Menicucci was aghast. He took a step backwards and crossed himself. He smote his forehead. He raised his index finger to the position that indicated either extreme disagreement, or the start of a lecture, or both.

"I cannot believe what I have just heard. A blowtorch? Do you realize how much current passes through here?"

The EDF man looked offended. "Of course I know. I'm an electrician."

Menicucci affected to be surprised. "Ah bon? Then you will know what happens when you burn a live cable."

"I would be very prudent with the flame."

"Prudent! Prudent! Mon Dieu, we could all perish with the ants."
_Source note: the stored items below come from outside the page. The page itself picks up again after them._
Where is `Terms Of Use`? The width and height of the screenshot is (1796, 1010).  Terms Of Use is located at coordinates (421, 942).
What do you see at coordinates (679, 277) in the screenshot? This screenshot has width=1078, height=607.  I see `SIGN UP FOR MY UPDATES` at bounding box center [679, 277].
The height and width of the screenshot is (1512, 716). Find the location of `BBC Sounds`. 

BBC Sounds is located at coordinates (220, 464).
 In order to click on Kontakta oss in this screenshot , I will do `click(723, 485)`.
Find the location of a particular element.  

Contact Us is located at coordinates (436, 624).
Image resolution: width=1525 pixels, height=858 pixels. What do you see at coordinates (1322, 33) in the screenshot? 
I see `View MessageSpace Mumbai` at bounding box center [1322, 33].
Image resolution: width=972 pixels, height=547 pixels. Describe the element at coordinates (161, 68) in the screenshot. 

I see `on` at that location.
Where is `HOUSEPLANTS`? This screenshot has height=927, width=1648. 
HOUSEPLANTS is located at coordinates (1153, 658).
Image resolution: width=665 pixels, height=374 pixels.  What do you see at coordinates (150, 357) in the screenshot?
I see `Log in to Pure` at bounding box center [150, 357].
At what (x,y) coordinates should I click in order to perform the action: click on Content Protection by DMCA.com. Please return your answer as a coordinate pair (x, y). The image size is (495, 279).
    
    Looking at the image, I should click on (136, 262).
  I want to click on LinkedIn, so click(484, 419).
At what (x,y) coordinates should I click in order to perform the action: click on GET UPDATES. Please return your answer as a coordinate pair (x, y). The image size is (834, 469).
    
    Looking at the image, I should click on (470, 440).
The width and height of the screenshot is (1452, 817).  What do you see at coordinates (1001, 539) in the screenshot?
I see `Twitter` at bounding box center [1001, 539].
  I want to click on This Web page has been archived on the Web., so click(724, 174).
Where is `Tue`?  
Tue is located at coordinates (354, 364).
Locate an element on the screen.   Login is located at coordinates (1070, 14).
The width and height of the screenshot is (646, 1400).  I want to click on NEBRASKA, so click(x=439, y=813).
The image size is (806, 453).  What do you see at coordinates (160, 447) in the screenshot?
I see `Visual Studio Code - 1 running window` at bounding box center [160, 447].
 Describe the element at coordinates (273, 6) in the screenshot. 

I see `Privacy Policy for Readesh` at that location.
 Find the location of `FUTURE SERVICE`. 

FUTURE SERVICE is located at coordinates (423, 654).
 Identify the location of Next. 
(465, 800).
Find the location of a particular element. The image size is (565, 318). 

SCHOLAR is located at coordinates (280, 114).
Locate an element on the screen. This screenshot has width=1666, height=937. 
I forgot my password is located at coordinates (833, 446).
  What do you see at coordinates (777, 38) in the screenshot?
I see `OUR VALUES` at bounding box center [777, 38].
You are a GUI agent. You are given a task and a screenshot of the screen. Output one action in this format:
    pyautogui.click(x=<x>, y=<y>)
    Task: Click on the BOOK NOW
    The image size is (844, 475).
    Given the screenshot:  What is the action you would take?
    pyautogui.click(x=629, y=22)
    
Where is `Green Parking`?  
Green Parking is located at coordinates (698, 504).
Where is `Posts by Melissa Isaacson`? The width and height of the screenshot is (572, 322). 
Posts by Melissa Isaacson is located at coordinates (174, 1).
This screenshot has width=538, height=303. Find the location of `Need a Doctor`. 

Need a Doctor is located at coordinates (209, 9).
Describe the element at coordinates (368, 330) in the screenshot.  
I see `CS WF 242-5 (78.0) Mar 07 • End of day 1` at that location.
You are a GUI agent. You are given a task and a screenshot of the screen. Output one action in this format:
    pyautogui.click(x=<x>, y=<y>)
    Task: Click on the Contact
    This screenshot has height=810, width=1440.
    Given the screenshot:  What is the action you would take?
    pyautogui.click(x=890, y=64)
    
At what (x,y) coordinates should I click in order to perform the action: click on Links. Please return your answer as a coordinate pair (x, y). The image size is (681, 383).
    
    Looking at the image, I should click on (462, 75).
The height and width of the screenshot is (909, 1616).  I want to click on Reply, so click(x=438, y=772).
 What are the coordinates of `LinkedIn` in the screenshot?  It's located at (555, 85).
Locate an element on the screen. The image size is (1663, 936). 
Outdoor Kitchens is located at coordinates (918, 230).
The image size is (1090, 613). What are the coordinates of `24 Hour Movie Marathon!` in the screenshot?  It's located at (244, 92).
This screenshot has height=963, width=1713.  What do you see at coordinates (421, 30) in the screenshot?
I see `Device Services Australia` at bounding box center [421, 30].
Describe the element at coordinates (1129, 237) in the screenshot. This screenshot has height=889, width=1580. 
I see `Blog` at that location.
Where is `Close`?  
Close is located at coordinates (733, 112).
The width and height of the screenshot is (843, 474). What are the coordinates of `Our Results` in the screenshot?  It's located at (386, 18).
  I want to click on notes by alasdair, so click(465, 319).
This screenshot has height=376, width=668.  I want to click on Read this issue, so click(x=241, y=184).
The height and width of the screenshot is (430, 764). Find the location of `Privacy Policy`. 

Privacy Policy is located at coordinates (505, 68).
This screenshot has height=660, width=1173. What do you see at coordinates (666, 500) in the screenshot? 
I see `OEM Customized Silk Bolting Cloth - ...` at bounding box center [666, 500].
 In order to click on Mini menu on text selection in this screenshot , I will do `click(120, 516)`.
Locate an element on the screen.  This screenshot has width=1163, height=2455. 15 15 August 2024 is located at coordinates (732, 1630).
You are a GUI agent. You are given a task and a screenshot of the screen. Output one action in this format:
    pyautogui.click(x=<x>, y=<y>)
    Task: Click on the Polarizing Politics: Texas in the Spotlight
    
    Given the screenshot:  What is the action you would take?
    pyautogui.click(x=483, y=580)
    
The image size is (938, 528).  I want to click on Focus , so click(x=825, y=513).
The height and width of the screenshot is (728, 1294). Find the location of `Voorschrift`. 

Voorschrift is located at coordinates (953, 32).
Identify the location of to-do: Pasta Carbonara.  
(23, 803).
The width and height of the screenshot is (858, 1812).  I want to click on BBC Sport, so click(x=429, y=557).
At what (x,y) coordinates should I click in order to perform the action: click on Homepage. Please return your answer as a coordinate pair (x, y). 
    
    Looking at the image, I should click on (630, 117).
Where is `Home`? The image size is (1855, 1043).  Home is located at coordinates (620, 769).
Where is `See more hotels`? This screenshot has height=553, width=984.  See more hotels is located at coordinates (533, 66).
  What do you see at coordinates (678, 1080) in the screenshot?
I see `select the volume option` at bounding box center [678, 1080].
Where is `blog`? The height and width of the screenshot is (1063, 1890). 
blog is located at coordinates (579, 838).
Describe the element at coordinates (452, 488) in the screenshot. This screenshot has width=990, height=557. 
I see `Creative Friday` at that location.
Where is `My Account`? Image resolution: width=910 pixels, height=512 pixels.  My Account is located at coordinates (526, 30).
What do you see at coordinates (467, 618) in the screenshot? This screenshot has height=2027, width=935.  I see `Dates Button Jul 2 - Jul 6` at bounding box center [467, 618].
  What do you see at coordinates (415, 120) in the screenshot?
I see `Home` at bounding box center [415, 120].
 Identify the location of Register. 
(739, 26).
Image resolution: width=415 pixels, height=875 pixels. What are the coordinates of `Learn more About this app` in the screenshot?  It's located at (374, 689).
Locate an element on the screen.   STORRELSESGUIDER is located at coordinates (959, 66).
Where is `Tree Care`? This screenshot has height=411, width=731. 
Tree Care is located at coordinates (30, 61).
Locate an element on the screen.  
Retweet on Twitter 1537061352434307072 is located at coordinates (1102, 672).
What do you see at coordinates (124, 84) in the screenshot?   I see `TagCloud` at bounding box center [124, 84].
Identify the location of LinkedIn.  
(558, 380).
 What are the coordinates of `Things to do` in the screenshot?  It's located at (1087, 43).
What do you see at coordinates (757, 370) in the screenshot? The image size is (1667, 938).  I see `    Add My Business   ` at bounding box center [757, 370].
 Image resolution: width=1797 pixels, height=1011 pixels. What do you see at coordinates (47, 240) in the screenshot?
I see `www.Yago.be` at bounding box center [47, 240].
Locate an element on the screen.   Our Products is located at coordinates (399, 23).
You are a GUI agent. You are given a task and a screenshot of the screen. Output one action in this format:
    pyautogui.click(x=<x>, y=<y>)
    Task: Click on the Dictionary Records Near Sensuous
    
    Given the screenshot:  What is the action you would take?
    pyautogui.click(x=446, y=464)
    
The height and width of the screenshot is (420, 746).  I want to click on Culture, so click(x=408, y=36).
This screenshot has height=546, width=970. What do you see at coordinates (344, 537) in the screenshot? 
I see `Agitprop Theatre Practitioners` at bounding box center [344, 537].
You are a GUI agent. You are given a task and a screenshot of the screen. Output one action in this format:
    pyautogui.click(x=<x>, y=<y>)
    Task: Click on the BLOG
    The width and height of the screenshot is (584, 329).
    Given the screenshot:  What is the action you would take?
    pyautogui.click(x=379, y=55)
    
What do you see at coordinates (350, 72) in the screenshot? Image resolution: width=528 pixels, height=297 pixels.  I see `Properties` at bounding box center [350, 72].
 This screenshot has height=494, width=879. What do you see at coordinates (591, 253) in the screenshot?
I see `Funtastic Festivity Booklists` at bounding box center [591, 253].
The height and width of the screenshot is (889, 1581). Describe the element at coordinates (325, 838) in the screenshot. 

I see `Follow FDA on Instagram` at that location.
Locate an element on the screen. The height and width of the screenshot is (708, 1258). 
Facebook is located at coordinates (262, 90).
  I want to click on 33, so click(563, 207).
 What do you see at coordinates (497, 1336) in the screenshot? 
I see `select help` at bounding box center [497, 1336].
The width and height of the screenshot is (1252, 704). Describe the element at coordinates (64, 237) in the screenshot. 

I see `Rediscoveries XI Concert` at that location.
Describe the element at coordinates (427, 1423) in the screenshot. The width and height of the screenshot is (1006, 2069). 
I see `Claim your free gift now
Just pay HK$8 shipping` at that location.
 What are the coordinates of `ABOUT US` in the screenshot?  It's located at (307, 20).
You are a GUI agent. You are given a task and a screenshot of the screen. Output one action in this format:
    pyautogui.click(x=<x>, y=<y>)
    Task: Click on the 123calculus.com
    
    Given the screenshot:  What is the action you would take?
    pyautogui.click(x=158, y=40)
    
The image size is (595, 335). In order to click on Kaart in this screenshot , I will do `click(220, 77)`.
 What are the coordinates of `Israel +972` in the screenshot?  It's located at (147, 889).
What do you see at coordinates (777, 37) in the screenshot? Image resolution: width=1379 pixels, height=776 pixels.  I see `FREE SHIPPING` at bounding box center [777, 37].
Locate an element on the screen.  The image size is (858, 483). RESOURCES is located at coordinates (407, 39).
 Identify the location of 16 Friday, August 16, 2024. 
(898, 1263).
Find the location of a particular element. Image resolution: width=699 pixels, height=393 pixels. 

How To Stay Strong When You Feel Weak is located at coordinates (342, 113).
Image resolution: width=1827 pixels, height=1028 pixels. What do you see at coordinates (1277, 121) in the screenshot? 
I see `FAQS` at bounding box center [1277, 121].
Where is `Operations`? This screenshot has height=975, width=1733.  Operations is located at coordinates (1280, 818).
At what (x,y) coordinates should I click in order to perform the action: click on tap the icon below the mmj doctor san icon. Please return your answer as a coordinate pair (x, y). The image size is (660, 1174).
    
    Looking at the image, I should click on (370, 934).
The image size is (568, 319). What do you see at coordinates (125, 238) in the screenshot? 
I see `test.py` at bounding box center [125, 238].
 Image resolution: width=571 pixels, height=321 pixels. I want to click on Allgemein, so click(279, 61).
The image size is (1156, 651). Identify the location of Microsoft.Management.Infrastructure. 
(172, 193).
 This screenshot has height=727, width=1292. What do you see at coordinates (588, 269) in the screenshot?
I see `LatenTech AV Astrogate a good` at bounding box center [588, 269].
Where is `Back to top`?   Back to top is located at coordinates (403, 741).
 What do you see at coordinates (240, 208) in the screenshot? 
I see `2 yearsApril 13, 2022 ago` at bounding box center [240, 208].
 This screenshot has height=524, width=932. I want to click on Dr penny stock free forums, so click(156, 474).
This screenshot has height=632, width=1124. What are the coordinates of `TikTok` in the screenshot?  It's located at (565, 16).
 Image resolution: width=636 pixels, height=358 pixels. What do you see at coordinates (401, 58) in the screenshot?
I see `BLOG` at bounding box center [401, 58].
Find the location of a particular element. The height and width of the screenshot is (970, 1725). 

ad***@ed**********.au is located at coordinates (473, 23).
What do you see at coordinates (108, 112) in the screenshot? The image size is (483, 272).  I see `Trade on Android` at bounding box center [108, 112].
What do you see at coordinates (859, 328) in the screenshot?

The EDF man sheathed his screwdriver and crossed his arms. "Very well. I will not occupy myself with the ants. You remove them."

Menicucci thought for a moment and then, like a magician setting up a particularly astonishing trick, he turned to my wife. "If Madame could possibly bring me some fresh lemons-two or three will be enough-and a knife?"

Madame the magician's assistant came back with the knife and lemons, and Menicucci cut each into four quarters. "This is an astuce that I was taught by a very old man," he said, and muttered something impolite about the stupidity of using a blowtorch-"putain de chalumeau"-while the EDF man sulked under a tree.

When the lemons were all quartered, Menicucci advanced on the nest and started to squeeze lemon juice back and forth over the ants, pausing between squeezes to observe the effect that the downpour of citric acid was having.

The ants surrendered, evacuating the meter box in panic-stricken clumps, climbing over one another in their haste to escape. Menicucci enjoyed his moment of triumph. "Voilà, jeune homme," he said to the EDF man, "ants cannot support the juice of fresh lemons. That is something you have learned today. If you leave slices of lemon in your meters you will never have another infestation."

The EDF man took it with a marked lack of graciousness, complaining that he was not a lemon supplier and that the juice had made the meter sticky. "Better sticky than burned to a cinder," was Menicucci's parting shot as he returned to his boiler. "Beh oui. Better sticky than burned."